C. V. Wedgwood

She earned a First in Classics and Modern History at Lady Margaret Hall, Oxford, where A. L. Rowse said she was "my first outstanding pupil".

Her work in continental European history included the major study The Thirty Years War (1938) and biographies of William the Silent and Cardinal Richelieu.

Instead, "what was remarkable about Wedgwood's view of the Civil War was the way in which she depicted the sheer confusion of it all, the impossibility of co-ordinating events in three countries, once order from the centre had broken down".

[2] Of William the Silent (1944), Rowse wrote that she "displayed not only a mastery of research but maturity of judgement, with a literary capacity not common in academic writing.

She wrote indeed to be read, and not surprisingly the book began for her a long procession of prizes and honours..."[2] The New York Times singled it out as a landmark: "Miracles do happen.

A generation ago the young English woman historian was often tethered to a dry theme until she had nibbled it bald.

Today she dares much more to select a major subject", and praised her scholarship for balancing complex details with human drama: "Miss Wedgwood has not faltered before the intricacy or magnitude of this checkered struggle, and hers is a glowing, substantial, ingeniously organized book.
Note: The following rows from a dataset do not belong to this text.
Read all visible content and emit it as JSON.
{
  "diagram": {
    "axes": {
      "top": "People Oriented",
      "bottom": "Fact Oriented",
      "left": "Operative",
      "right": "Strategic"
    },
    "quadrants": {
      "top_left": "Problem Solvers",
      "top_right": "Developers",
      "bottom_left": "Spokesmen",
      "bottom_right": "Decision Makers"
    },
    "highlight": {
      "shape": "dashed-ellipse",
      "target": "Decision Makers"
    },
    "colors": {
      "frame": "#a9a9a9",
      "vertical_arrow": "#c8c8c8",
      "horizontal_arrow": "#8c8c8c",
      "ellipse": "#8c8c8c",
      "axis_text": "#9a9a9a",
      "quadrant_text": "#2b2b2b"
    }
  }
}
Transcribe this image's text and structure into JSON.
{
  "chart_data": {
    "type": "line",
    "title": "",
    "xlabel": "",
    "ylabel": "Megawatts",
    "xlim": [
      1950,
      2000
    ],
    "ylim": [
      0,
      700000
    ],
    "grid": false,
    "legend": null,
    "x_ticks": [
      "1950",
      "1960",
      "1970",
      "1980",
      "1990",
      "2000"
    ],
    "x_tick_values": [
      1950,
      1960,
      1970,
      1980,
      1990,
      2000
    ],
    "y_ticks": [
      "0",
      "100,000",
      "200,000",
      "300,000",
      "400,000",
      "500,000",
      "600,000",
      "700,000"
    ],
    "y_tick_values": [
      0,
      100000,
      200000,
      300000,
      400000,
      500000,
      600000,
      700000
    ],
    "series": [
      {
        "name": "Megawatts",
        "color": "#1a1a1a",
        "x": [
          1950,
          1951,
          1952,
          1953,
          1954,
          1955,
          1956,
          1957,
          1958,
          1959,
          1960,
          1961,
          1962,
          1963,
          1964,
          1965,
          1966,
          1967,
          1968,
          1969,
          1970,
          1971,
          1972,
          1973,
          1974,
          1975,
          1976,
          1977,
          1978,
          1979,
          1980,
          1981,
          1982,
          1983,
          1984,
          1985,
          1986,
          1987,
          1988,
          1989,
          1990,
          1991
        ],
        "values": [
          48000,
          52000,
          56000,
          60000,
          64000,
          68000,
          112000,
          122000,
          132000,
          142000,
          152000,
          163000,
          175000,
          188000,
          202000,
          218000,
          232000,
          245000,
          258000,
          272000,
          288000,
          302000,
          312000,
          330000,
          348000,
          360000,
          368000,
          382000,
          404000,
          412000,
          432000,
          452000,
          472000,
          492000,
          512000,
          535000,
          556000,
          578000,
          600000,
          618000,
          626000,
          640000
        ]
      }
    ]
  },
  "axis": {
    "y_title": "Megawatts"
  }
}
She published using her initials C.V. as a nom de plume to disguise her gender, aware of prejudice against women as serious historians.

"[12] She replied to critics of her attention to biography and the role of the individual in history:[10] The individual—stupendous and beautiful paradox—is at once infinitesimal dust and the cause of all things.

I prefer this overestimate to the opposite method which treats developments as though they were the massive anonymous waves of an inhuman sea or pulverizes the fallible surviving records of human life into the grey dust of statistics.Her biographies and narrative histories are said to have "provided a clear, entertaining middle ground between popular and scholarly works".

[13] By 1966 her reputation and notoriety were sufficient to allow the authors of a study of The Nature of Narrative to invoke her name in reference to the tradition of historical scholarship: "... medieval traditional poetic narratives contained allusions to verifiable historical events [although] their history was not such as Tacitus, Bede, or C. V. Wedgwood might have written.

[10] Garrett Mattingly praised the essays in Truth and Opinion (1960) for "displaying (or concealing, rather, but always molded and controlled by) that exquisite sense of form, in a medium apparently almost formless, which is the first-rate essayist's most precious gift.

[19] In 1966 she was one of 49 writers who signed a letter appealing to the Soviet Union for the release of Andrei Sinyavsky and Yuli Daniel from imprisonment based on the "literary and artistic merits" of their work and rejecting the characterisation of it as "propaganda".

[21] Wedgwood was a lesbian: her partner of almost seventy years, Jacqueline Hope-Wallace (died 2011), was a fellow graduate of Lady Margaret Hall and had a significant career in the British civil service.

[2] She received honorary degrees from the universities of Glasgow and Sheffield and from Smith College, and was a member of the Institute for Advanced Study in Princeton from 1952 to 1966.